Despite obvious dissatisfaction with Tsai Ing-wen's failure to endorse the 1992 Consensus that commits to the "one China" principle, Beijing has demonstrated impressive patience.

Such patience got a fresh footnote on Monday in Geneva at the 69th World Health Assembly, when, against speculation that discontented Beijing would regret extending goodwill to the island's then leadership-in-waiting and find fault with Taipei's observer status, Tsai's delegates participated without trouble.

It would not have been a surprise if the anticipated trouble did arise. Because, the presence of the island, which is not a sovereign entity in international law, at the WHA was contingent on Beijing's consent. Taipei's status as an observer was arranged under the 1992 Consensus. The mainland has made it clear that many mutually beneficial mechanisms in place would become castles in the air without Taipei committing to "one China".

But just four days into the Tsai era, what have we seen?

On Saturday, the first day after Tsai's inauguration, her "education minister" announced the syllabus modifications sanctioned by the previous Kuomintang administration in 2014 would soon be abolished. Those modifications, textbook expressions in conformity with "one China", were meant to correct revisions under a previous independence-minded Democratic Progressive Party leader and a Kuomintang leader who deemed the mainland and Taiwan to be "two states".

When Tsai and her "cabinet ministers" performed the ceremonial routine on Monday to pay homage to the founding father and martyrs of the "Republic of China", they skipped the symbolic ritual of paying homage to the burial site of Sun Yat-sen, the founding father, on the mainland. Though Tsai's office denied it indicated an intention to cut links with the mainland, it is impossible to not associate this with the earlier DPP attempt to remove Sun's portraits from public places, which was widely believed to be part of a broader DPP plot to "de-Sinicize" Taiwan.

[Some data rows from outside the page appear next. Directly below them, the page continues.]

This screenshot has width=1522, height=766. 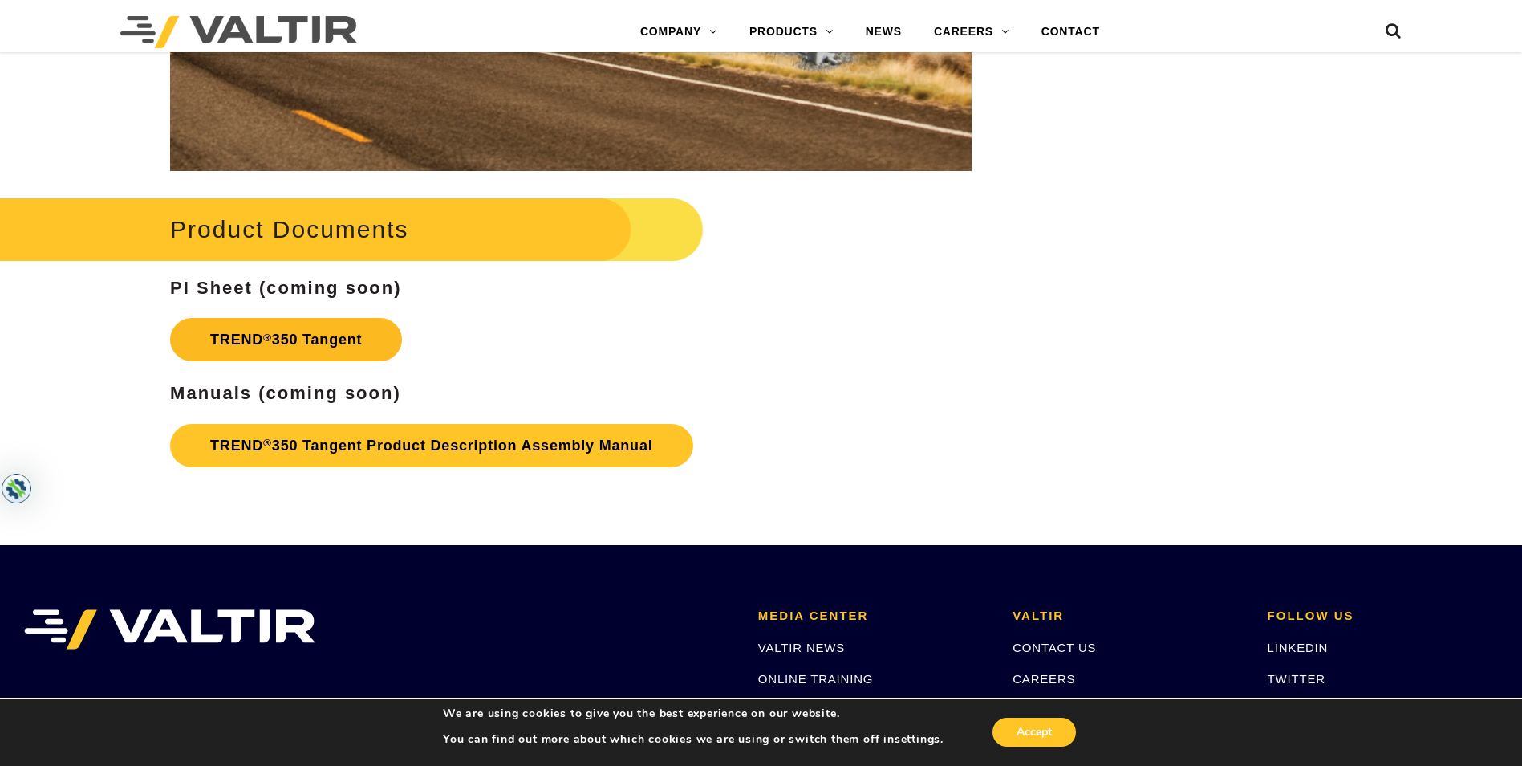 What do you see at coordinates (431, 445) in the screenshot?
I see `a: TREND®350 Tangent Product Description Assembly Manual` at bounding box center [431, 445].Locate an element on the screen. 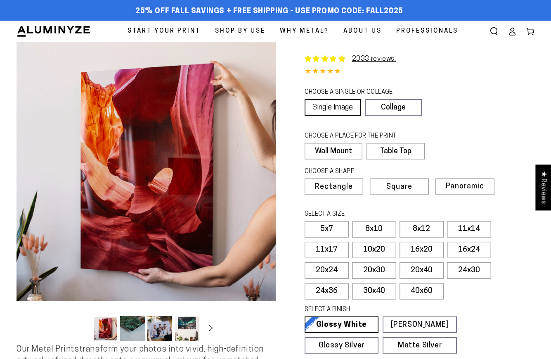  button: Load image 4 in gallery view is located at coordinates (187, 328).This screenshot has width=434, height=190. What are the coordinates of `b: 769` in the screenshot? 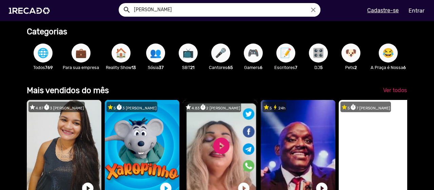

On Monday evening, in an executive order confirming the appointment of the island's new representative to the United States, Tsai addressed the new envoy, whose official title has always been "representative", as "ambassador". In both diplomatic practice and international law, only sovereign entities, which Taiwan is not, send "ambassadors" to foreign countries.

Tsai is proving with her deeds that without declaring it she is inclined to de facto separation of the two sides of the Straits.

Unless she finds a way to stop the status quo of cross-Straits ties becoming the status quo ante, a new period of turbulence lies ahead.